Founders Ben and Haley Lytle’s years of experience in the Dallas-Forth Worth area’s specialty coffee scene—Ben was a roaster at Dallas’ Novel Coffee and a finalist for the U.S. Coffee Championships Brewers Cup in 2016, and Haley was a barista at Denton’s Shift Coffee—inspired the couple to create a brand that combined high-quality brews and themed retail merchandise. “We wanted to take [specialty coffee] to a really fun, playful place in a casual way, but also serve a very high-quality and experimental menu,” Ben says. The two hoped that the shop’s moniker and accompanying theme—taken from Ben and Haley’s shared passion for undiscovered creatures such as Bigfoot and the Loch Ness monster—would highlight the lighthearted nature of their brand and Denton’s coffee community at large.

Courtesy of Cryptozoology.

Now, the café concept that the Lytles launched as a temporary pop-up inside Armadillo Ale Works has become an established and recognized coffee haven lauded for its sprawling space, playful character, and outstanding brews. Cryptozoology is one of only five Texas coffeehouses included in Food & Wine’s list of Best Coffee Shops in America: 2019 released last month, which features those coffee concepts that best reflect American café culture in 21st century. Civil Goat Coffee and Flat Track Coffee Roasters from Austin also made the cut, as did Houston’s Blacksmith and Waco’s Pinewood Coffee Bar.

Cryptozoology’s staunchly third-wave craft coffee menu features rotating single-origins and blends from specialty roasters across the country. Ben has stepped away from roasting beans. Instead, the Lytles choose two roasters to feature for four months and rotate through different blends and roasts from these guest roasters each week. “We try to really balance it out so that we have some coffees that are more chocolaty, some that are more fruity, some that are really interesting and kind of funky,” Ben says. “It’s fun running that program from a roaster’s perspective, but also knowing that we don’t plan to roast coffee as Cryptozoology.”

Courtesy of Cryptozoology.

In the spirit of experimentalism and ease, customers can match any of the available roasts to any brewing method: no options are specifically designated for drip, espresso, or pour-over drinks. This keeps brewers on their toes, as each drink must be meticulously made to feature the best of each roast and brew method.

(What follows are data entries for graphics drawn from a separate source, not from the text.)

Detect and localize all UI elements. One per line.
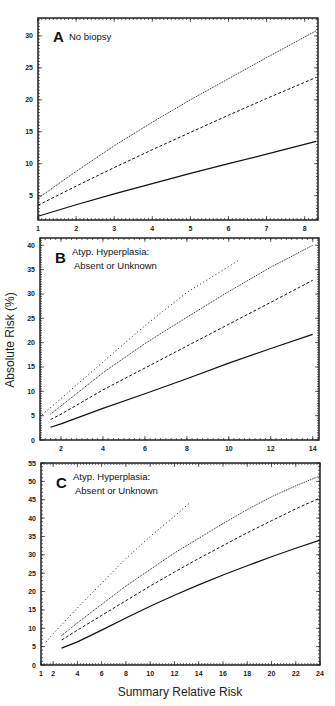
x-tick-label: 18 xyxy=(243,670,251,677)
y-tick-label: 15 xyxy=(28,606,36,613)
x-tick-label: 5 xyxy=(188,225,192,232)
x-tick-label: 2 xyxy=(51,670,55,677)
x-axis-title: Summary Relative Risk xyxy=(118,685,244,699)
series-line-dashed xyxy=(38,77,316,205)
axis-ticks xyxy=(38,18,318,220)
x-tick-label: 20 xyxy=(268,670,276,677)
x-tick-label: 14 xyxy=(195,670,203,677)
panel-letter: C xyxy=(56,474,67,491)
series-line-dashed xyxy=(51,280,313,419)
series-line-solid xyxy=(38,141,316,216)
series-line-dotted-dense xyxy=(38,31,316,199)
panel-letter: A xyxy=(53,28,64,45)
y-tick-label: 45 xyxy=(28,496,36,503)
x-tick-label: 4 xyxy=(101,445,105,452)
y-tick-label: 30 xyxy=(28,551,36,558)
x-tick-label: 10 xyxy=(146,670,154,677)
y-tick-label: 15 xyxy=(25,128,33,135)
x-tick-label: 12 xyxy=(267,445,275,452)
y-tick-label: 20 xyxy=(27,339,35,346)
y-tick-label: 0 xyxy=(31,437,35,444)
y-tick-label: 30 xyxy=(27,290,35,297)
x-tick-label: 24 xyxy=(316,670,324,677)
panel-a-no-biopsy: 1234567851015202530ANo biopsy xyxy=(25,18,318,232)
series-line-dotted-sparse xyxy=(42,260,239,415)
y-tick-label: 35 xyxy=(27,266,35,273)
y-tick-label: 20 xyxy=(25,96,33,103)
x-tick-label: 14 xyxy=(309,445,317,452)
x-tick-label: 3 xyxy=(112,225,116,232)
panel-letter: B xyxy=(55,249,66,266)
y-tick-label: 10 xyxy=(25,160,33,167)
y-axis-title: Absolute Risk (%) xyxy=(3,292,17,387)
panel-b-atypical-hyperplasia: 24681012140510152025303540BAtyp. Hyperpl… xyxy=(27,238,319,452)
plot-frame xyxy=(38,18,318,220)
series-line-dashed xyxy=(62,498,320,640)
x-tick-label: 2 xyxy=(74,225,78,232)
y-tick-label: 10 xyxy=(27,388,35,395)
x-tick-label: 1 xyxy=(39,670,43,677)
x-tick-label: 16 xyxy=(219,670,227,677)
x-tick-label: 8 xyxy=(124,670,128,677)
x-tick-label: 4 xyxy=(75,670,79,677)
y-tick-label: 10 xyxy=(28,625,36,632)
x-tick-label: 6 xyxy=(227,225,231,232)
y-tick-label: 15 xyxy=(27,363,35,370)
y-tick-label: 50 xyxy=(28,478,36,485)
y-tick-label: 35 xyxy=(28,533,36,540)
series-line-dotted-dense xyxy=(62,476,320,636)
x-tick-label: 8 xyxy=(185,445,189,452)
x-tick-label: 8 xyxy=(303,225,307,232)
x-tick-label: 7 xyxy=(265,225,269,232)
panel-title: No biopsy xyxy=(69,31,111,42)
x-tick-label: 12 xyxy=(171,670,179,677)
y-tick-label: 55 xyxy=(28,460,36,467)
y-tick-label: 5 xyxy=(32,643,36,650)
y-tick-label: 25 xyxy=(25,64,33,71)
x-tick-label: 1 xyxy=(36,225,40,232)
x-tick-label: 22 xyxy=(292,670,300,677)
x-tick-label: 10 xyxy=(225,445,233,452)
y-tick-label: 5 xyxy=(29,192,33,199)
x-tick-label: 6 xyxy=(143,445,147,452)
panel-c-atypical-hyperplasia: 1246810121416182022240510152025303540455… xyxy=(28,460,324,678)
y-tick-label: 30 xyxy=(25,32,33,39)
y-tick-label: 20 xyxy=(28,588,36,595)
series-line-solid xyxy=(51,334,313,427)
figure-canvas: 1234567851015202530ANo biopsy 2468101214… xyxy=(0,0,335,706)
series-line-solid xyxy=(62,540,320,648)
y-tick-label: 40 xyxy=(27,242,35,249)
panel-title: Absent or Unknown xyxy=(75,485,158,496)
y-tick-label: 25 xyxy=(28,570,36,577)
y-tick-label: 0 xyxy=(32,662,36,669)
panel-title: Atyp. Hyperplasia: xyxy=(73,471,150,482)
series-line-dotted-sparse xyxy=(46,503,189,642)
y-tick-label: 5 xyxy=(31,412,35,419)
y-tick-label: 25 xyxy=(27,315,35,322)
x-tick-label: 2 xyxy=(59,445,63,452)
panel-title: Atyp. Hyperplasia: xyxy=(72,246,149,257)
x-tick-label: 6 xyxy=(100,670,104,677)
y-tick-label: 40 xyxy=(28,515,36,522)
panel-title: Absent or Unknown xyxy=(74,260,157,271)
x-tick-label: 4 xyxy=(150,225,154,232)
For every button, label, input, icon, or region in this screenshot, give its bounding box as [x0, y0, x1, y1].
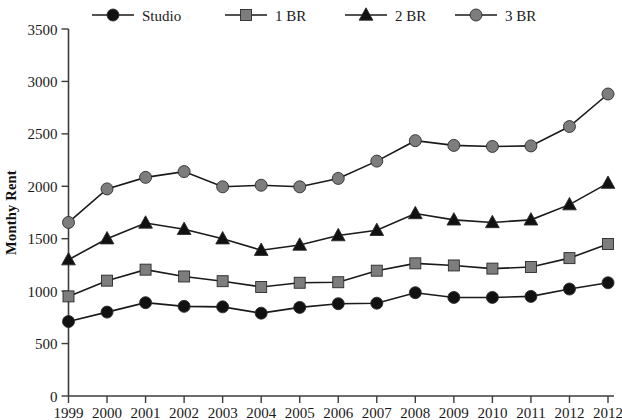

Signature and seasonal drinks give a nod to the shop’s mythological theme, incorporating house-made syrups. Pair pastries from neighboring bakery The Messy Chefs with a Mothman Latte—a dark-black coffee creation featuring activated charcoal, sweetened condensed milk, and sea salt—or opt for one of Crytozoology’s winter drinks set to debut this morning. Keep your eyes peeled as you leave. You may even see a sasquatch beyond the railroad tracks behind the shop—or was it just a tall man in a really fuzzy jacket?